The Naked Ear: 29
“Grandfather, grandmother, this is Jun. Jun, this is grandfather and grandmother. Now, let’s all sit down and go through the motions of getting to know each other. Grandfather, I’m relying on you to put this child at ease. He’s very nervous.”
“Nervous! About meeting us! Surely you told him...”
“I most certainly did tell him. I told him everything about you, and if he failed to draw the conclusion that there’s nothing to be nervous about, that’s his problem. You’ll find him a little slow, I’m afraid. But just look at him. Isn’t he beautiful?”
“He is, he is indeed. Jun, welcome. Tomoko has told us a great deal about you too, and we’ve long been looking forward to meeting you. Haven’t we, Kazuko?”
Kazuko smiled and bowed. Somewhat to Jun’s surprise, she wore a kimono. She was a tiny woman, barely reaching Tomoko’s shoulders, though Tomoko herself was of slightly less than average height. The kimono was of blue-gray unfigured material, the sort of outfit a woman of the pre-modern age might have chosen for an occasion which called on her to be present but inconspicuous. The grandfather, for his part, wore a dark suit and tie, the businesslike appearance his dress gave him belied by the widest smile Jun had ever seen; he seemed to be deliberately drawing attention to his teeth, which were in fact remarkably white and even. He had a thin, almost ascetic face expressive of depths you sense without being able to put your finger on what if anything they signify. Thick spectacles made his eyes seem preternaturally large. His hair was a thin white mane, swept back from his high forehead. The effect of his appearance on Jun was a strange one. It made him think, “I’d really like to paint this man,” though he had never painted a picture in his life, or even thought of painting one.
“Tomoko is certainly right about my being a bit slow,” said Jun with a smile, “but about my nervousness, she exaggerates.”
“Her exaggerating is habitual, as is her malice,” said the grandfather, smiling more broadly than ever. “To her, truth is raw material for genius to distort at will, and she has never doubted for a minute, from the time she was old enough to talk, that she is a genius. On that point I don’t contradict her, but I doubt very much you’re slow. If you were, I’d have noticed by now. When it comes to sizing up character, I’m not the worst of judges. I think even Tomoko would give me credit for that. Wouldn’t you, my dear?”
“All the credit in the world,” said Tomoko. “Come, grandmother. “Let’s us see to tea and let the men talk.”
“Sit down, sit down. You’re used to tables and chairs no doubt, but as Tomoko must have told you everything here is in the pure Japanese style. Does that bother you?”
“Not at all. I am Japanese, after all.”
“Very few people today are Japanese. We are a dying people, though outwardly flourishing. I try, in my own small way...”
“Grandfather...” Tomoko had left the room but now paused in the passage leading to the kitchen. “Grandfather, please, don’t read him a lecture. Though on second thought, why not? He hasn’t heard it before, he might find it interesting, in a quaint sort of way.”
“Tomoko argues that ‘people’ in the sense of nationality is an antiquated concept...”
“A dead concept.”
“...that it is enough to be human without being Japanese or American or Chinese or what have you. But as an amateur student of history I know that it is not enough to be human. Our humanity gives us certain biological possibilities---upright posture, opposable thumbs, a larger brain---but it is nationality, or, if you will, culture, that gives us art, science, civilization. No people has ever been civilized without belonging to a nation; the greater the nation, the greater the civilization. Japan’s is a very great civilization---known, alas, to only a very few Japanese today. Tomoko calls me a militarist and a fanatic because I regret that we have willingly transformed ourselves into a nation of foreigners.”
“What would you have us do, bring back the Way of the Warrior? The only way for Japan to rise above that barbarism was to turn to foreign ideas, because Japanese culture had nothing better to offer.”
“Japanese culture at its best, my dear, was the Way of the Warrior in peacetime.”
“The Way of the Warrior in peacetime is an unsustainable contradiction, which is why it collapsed. Imagine,” she said to Jun, “this argument has been going on since I was three years old! Always the same, down to the very words we use. And yet somehow to grandfather it never loses its freshness. I guess when you reach a certain age irrelevance becomes irrelevant. Well, if you’ll excuse me, I’ll give grandmother a hand in the kitchen.”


Aim of the exercise: Go through the records and copy each line where the string "Disponibilidade" occurs.

* * * * * * * * *

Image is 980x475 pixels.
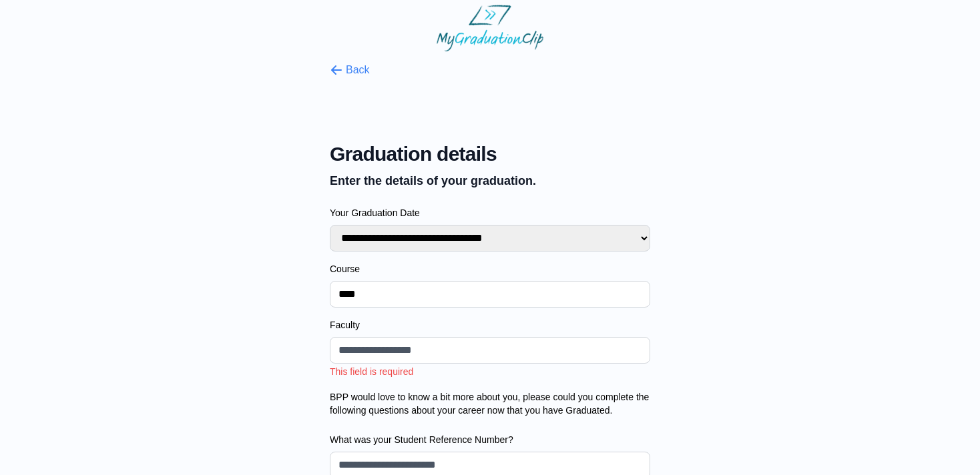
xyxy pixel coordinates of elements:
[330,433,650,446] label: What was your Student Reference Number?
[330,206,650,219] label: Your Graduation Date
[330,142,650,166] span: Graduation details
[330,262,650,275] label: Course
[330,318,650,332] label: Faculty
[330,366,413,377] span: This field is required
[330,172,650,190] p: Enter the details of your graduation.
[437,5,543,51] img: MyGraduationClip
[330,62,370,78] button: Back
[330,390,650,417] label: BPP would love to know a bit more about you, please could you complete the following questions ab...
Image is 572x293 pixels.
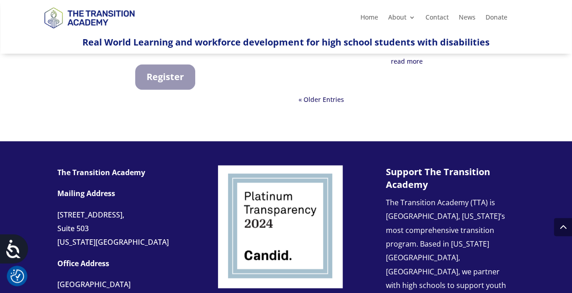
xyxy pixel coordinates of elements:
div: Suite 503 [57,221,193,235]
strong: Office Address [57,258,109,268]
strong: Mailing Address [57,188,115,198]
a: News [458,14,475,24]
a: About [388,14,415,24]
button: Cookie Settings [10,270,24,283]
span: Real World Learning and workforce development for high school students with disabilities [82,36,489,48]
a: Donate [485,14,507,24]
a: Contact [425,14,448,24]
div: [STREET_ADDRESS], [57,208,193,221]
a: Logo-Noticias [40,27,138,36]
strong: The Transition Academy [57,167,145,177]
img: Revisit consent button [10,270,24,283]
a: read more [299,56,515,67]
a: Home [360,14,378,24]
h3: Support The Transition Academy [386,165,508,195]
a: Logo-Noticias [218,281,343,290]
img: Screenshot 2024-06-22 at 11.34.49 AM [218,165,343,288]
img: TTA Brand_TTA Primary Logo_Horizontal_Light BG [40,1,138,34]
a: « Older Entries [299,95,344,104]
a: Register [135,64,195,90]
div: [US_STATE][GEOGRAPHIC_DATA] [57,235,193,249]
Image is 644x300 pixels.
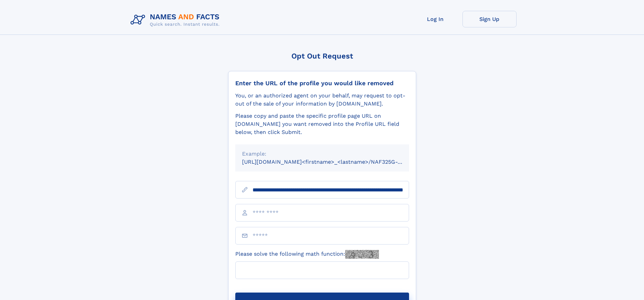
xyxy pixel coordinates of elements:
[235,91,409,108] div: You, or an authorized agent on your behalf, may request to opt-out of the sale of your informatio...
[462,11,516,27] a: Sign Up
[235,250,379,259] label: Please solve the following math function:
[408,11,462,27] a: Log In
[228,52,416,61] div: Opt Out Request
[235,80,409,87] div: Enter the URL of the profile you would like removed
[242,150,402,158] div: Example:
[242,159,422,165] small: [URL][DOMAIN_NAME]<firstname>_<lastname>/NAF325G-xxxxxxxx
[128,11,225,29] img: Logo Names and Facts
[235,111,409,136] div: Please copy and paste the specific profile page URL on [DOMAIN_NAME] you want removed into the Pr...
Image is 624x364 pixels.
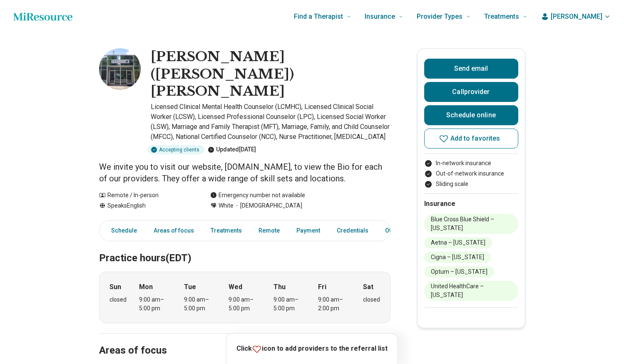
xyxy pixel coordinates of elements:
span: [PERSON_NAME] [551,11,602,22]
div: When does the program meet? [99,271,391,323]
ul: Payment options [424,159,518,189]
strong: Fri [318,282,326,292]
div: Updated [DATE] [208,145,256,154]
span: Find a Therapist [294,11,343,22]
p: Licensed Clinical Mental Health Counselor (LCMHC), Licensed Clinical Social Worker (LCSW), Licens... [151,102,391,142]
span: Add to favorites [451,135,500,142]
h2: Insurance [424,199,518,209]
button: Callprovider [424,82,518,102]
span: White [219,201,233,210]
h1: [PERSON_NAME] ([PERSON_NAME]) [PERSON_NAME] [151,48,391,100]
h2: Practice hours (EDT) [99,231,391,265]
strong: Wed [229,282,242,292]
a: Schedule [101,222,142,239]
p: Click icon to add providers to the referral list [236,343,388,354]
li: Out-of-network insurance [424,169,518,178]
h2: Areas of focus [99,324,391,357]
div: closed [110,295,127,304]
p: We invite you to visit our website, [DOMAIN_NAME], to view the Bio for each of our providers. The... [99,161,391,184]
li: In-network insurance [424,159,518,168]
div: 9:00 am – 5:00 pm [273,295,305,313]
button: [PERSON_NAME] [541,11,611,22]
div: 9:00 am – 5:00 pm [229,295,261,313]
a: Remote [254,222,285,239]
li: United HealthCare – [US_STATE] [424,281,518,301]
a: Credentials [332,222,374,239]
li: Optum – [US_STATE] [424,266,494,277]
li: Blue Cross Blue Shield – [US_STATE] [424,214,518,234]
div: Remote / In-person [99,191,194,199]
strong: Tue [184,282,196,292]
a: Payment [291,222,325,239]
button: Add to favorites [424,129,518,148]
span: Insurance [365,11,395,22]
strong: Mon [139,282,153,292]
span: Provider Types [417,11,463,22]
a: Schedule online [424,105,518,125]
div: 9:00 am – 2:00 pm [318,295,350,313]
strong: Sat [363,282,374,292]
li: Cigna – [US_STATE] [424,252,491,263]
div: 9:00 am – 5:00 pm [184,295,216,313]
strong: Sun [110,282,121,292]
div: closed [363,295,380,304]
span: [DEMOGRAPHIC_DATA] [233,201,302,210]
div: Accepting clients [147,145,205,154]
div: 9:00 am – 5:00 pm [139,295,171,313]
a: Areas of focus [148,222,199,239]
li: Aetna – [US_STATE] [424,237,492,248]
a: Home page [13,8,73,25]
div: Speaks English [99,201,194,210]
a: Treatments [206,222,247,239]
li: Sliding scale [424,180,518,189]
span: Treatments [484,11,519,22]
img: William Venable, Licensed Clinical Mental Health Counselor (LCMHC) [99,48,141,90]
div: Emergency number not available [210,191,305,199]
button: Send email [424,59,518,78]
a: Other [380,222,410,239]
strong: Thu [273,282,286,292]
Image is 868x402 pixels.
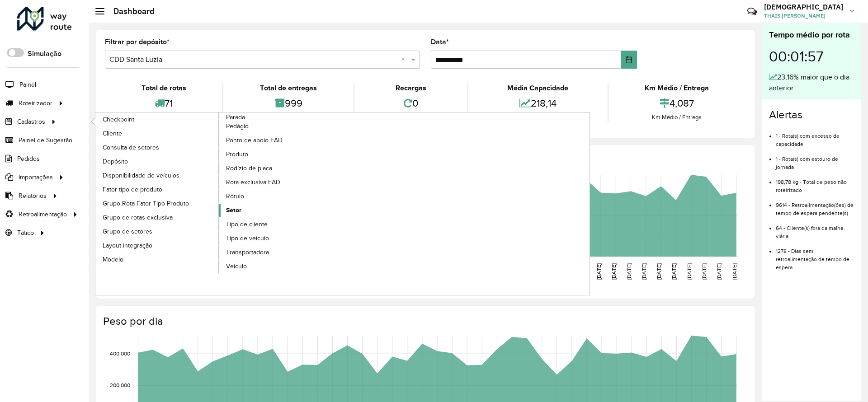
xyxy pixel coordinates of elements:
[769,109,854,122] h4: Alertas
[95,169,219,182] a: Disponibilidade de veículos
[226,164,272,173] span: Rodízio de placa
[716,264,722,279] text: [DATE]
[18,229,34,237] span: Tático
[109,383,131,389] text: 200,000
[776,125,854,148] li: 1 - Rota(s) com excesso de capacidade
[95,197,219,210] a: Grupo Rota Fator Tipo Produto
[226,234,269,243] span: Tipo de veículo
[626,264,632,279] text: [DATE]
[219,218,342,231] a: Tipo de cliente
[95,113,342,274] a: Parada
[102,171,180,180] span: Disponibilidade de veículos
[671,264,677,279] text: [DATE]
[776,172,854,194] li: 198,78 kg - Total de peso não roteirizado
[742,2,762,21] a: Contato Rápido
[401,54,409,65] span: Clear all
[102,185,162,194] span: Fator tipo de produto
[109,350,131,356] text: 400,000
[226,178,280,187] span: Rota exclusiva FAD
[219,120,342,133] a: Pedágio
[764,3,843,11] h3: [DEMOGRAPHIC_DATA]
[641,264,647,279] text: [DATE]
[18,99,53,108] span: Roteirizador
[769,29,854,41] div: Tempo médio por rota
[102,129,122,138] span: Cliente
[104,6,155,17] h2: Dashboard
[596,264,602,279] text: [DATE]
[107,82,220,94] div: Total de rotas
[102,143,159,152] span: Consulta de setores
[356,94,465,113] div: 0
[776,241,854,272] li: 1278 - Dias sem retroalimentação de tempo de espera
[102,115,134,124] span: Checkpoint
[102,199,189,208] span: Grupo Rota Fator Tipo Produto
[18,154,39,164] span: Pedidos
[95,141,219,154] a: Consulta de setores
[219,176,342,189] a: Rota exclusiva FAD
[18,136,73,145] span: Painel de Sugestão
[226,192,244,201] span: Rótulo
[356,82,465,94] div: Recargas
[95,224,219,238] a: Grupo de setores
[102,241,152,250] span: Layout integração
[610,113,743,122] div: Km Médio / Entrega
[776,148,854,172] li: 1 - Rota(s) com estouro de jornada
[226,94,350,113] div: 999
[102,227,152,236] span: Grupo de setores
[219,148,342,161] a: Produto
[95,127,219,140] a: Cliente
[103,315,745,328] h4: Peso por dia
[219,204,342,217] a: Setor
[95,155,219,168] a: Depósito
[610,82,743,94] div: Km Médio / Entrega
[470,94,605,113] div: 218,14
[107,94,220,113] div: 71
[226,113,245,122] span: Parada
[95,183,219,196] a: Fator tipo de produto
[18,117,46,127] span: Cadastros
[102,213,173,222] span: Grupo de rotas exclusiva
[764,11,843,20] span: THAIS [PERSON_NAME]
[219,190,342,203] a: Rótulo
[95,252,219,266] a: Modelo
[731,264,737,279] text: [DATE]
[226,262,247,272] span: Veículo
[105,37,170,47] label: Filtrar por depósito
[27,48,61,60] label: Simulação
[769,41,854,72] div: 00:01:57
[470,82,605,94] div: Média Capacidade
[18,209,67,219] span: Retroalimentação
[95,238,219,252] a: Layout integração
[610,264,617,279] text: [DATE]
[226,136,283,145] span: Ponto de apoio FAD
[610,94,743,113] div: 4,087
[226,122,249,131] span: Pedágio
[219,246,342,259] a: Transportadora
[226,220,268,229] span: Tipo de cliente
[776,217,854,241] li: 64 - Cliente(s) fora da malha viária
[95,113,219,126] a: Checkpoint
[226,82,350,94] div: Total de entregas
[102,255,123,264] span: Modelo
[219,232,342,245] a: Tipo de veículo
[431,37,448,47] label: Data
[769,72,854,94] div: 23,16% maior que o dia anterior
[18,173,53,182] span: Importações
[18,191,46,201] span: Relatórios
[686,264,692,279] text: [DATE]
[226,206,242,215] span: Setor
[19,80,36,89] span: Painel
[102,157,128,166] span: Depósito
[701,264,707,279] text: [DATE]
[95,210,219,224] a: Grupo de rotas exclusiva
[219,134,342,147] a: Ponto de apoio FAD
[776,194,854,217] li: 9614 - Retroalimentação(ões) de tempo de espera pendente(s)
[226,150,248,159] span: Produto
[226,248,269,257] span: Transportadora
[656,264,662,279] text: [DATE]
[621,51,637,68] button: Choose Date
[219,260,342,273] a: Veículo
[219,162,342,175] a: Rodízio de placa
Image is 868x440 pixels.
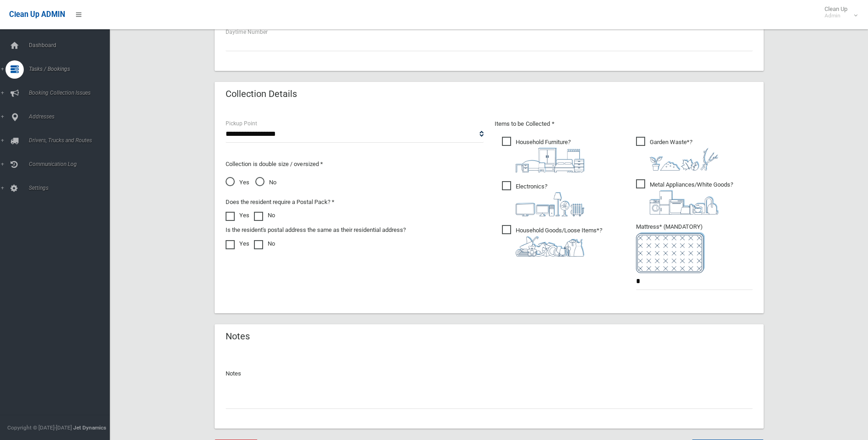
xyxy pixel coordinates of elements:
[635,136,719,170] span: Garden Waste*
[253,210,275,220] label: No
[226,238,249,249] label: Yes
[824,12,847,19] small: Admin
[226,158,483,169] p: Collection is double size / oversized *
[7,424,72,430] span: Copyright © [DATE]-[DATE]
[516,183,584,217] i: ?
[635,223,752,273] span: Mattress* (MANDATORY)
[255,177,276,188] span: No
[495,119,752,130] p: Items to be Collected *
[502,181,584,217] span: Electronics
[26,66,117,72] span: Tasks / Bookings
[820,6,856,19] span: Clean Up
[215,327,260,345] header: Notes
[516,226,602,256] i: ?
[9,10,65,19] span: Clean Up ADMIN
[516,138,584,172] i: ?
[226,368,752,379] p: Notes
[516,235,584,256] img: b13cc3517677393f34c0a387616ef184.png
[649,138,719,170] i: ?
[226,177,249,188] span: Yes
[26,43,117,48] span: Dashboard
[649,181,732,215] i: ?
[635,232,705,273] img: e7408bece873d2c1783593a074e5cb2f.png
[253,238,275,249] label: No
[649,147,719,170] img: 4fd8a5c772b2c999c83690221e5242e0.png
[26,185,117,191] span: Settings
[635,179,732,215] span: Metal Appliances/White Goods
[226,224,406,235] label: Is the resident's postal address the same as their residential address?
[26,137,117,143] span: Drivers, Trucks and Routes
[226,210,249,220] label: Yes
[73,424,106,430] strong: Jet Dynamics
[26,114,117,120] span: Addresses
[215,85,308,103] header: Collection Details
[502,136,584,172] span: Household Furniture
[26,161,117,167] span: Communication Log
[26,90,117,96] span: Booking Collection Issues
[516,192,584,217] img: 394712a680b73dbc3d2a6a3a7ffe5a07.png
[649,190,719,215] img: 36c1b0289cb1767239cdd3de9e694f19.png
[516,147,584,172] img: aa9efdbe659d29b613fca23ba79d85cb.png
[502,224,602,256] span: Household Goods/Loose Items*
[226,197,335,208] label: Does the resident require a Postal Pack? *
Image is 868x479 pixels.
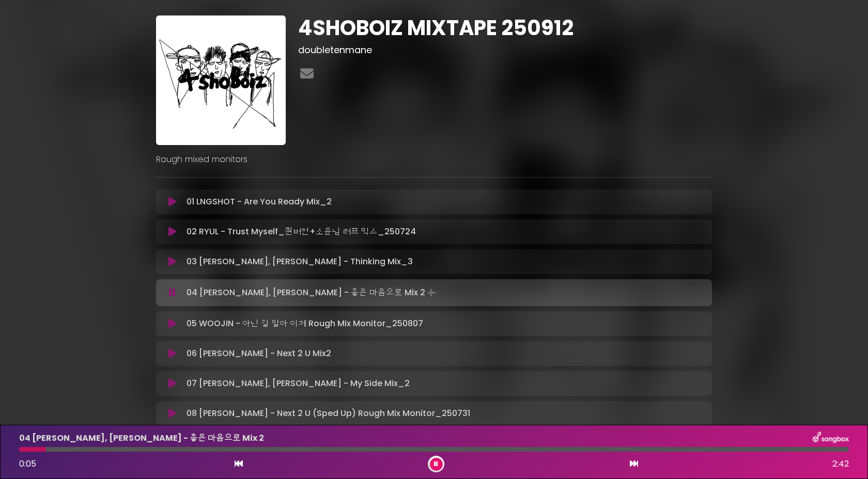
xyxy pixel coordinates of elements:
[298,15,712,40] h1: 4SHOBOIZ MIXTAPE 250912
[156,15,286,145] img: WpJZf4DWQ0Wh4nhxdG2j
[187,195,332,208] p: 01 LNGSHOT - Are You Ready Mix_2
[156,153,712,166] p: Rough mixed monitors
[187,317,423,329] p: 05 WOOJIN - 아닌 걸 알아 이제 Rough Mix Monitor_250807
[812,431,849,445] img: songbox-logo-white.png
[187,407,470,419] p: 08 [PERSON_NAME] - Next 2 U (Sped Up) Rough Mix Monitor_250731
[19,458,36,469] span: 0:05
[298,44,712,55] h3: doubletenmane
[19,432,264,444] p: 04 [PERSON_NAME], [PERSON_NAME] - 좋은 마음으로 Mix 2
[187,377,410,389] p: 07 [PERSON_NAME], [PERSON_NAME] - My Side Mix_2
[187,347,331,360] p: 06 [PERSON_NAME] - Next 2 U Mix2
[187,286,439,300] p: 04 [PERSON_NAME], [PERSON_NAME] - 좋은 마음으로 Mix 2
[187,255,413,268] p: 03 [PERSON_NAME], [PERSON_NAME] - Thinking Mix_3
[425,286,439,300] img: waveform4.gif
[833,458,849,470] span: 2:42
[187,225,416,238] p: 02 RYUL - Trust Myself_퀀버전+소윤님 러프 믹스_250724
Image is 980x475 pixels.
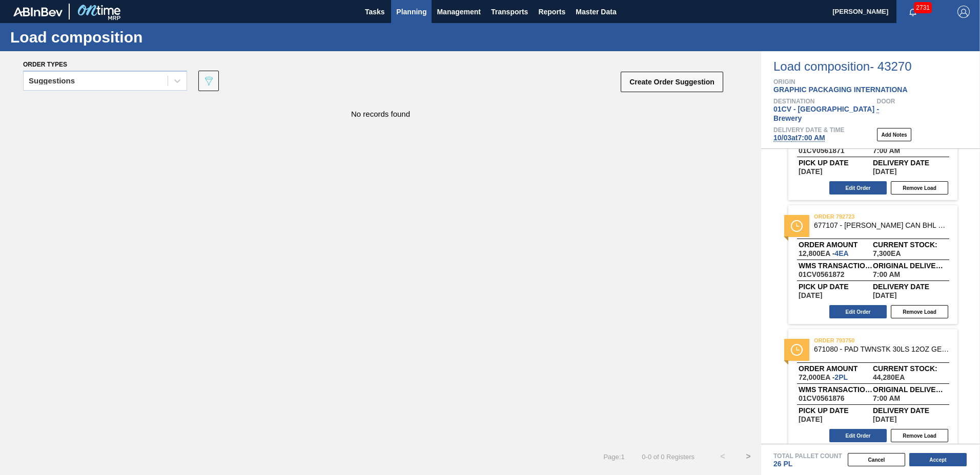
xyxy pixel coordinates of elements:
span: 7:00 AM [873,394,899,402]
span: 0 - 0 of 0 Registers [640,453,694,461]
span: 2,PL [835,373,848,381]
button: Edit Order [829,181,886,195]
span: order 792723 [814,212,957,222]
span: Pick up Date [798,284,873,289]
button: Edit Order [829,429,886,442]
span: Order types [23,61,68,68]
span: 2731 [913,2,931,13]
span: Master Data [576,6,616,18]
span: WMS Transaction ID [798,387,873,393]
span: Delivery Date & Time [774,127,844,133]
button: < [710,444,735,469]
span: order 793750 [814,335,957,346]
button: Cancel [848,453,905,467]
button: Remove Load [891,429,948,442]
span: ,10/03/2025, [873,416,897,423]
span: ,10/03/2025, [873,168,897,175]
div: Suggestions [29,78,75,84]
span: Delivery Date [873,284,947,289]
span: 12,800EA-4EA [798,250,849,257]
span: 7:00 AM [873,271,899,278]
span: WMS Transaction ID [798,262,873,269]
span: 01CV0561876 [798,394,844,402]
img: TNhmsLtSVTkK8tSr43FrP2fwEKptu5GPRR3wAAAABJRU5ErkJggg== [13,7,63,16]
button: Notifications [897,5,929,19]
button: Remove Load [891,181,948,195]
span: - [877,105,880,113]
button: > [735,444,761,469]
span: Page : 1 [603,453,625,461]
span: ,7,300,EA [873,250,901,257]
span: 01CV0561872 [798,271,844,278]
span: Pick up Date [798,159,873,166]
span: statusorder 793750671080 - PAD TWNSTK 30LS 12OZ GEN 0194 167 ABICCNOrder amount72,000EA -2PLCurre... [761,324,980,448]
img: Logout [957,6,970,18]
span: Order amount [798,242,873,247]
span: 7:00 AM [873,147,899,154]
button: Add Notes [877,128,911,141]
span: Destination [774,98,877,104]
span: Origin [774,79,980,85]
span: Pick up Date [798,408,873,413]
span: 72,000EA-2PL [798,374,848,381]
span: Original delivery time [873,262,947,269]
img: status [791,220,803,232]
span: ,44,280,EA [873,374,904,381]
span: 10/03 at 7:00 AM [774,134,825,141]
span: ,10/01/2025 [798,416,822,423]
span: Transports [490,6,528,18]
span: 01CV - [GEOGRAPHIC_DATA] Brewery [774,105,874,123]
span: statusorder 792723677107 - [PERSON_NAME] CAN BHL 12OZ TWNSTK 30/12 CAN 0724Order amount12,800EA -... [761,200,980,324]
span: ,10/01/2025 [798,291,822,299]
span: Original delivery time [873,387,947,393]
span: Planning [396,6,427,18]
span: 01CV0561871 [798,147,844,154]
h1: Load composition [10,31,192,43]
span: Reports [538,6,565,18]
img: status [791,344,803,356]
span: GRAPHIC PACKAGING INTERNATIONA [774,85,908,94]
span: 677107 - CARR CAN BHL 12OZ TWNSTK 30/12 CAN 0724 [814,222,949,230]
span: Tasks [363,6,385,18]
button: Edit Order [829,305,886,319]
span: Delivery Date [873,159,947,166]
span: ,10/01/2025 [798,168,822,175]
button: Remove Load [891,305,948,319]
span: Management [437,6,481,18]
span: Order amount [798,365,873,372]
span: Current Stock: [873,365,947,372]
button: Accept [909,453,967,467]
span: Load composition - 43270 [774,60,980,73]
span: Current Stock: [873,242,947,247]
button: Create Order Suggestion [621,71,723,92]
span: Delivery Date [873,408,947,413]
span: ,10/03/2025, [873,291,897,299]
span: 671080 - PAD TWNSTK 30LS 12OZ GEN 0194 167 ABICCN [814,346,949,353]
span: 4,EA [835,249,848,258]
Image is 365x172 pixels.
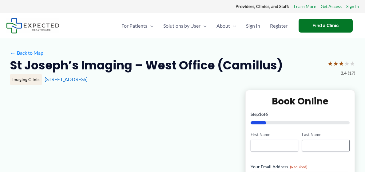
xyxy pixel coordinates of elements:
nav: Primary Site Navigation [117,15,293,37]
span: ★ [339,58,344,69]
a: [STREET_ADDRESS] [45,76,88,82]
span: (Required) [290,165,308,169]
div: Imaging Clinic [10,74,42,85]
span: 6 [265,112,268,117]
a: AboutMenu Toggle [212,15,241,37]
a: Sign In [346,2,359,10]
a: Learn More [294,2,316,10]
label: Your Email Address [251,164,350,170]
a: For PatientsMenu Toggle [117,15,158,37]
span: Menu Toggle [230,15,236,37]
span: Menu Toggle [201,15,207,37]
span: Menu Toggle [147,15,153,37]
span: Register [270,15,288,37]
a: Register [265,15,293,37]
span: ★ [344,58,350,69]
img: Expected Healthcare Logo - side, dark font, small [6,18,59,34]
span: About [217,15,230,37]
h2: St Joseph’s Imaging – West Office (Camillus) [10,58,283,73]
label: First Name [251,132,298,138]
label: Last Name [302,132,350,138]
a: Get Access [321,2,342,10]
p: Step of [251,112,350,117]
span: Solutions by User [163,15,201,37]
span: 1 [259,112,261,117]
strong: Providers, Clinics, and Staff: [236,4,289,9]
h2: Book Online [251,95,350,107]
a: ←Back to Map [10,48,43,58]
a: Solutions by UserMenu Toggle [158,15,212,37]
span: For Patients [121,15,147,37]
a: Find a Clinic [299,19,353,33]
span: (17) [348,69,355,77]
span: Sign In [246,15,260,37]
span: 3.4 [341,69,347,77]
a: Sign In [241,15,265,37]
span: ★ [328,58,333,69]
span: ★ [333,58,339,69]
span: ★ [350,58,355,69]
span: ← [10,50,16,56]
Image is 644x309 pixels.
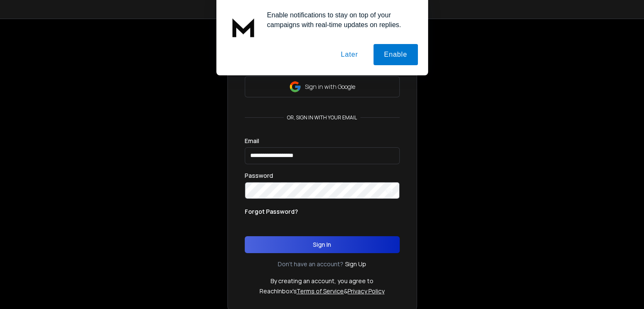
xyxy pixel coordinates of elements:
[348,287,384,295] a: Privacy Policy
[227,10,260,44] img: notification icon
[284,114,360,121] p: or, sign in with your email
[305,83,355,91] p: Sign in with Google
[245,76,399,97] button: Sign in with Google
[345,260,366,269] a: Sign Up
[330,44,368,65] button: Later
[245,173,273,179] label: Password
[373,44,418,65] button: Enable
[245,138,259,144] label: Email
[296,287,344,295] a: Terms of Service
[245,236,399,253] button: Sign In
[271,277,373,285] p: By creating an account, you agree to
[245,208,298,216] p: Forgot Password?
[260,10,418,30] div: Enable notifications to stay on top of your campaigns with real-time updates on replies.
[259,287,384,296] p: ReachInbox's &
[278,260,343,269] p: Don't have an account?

* * * * * * * * *

Reply:
[95,169,219,182] a: Disponibilidade de veículos
[102,171,180,180] span: Disponibilidade de veículos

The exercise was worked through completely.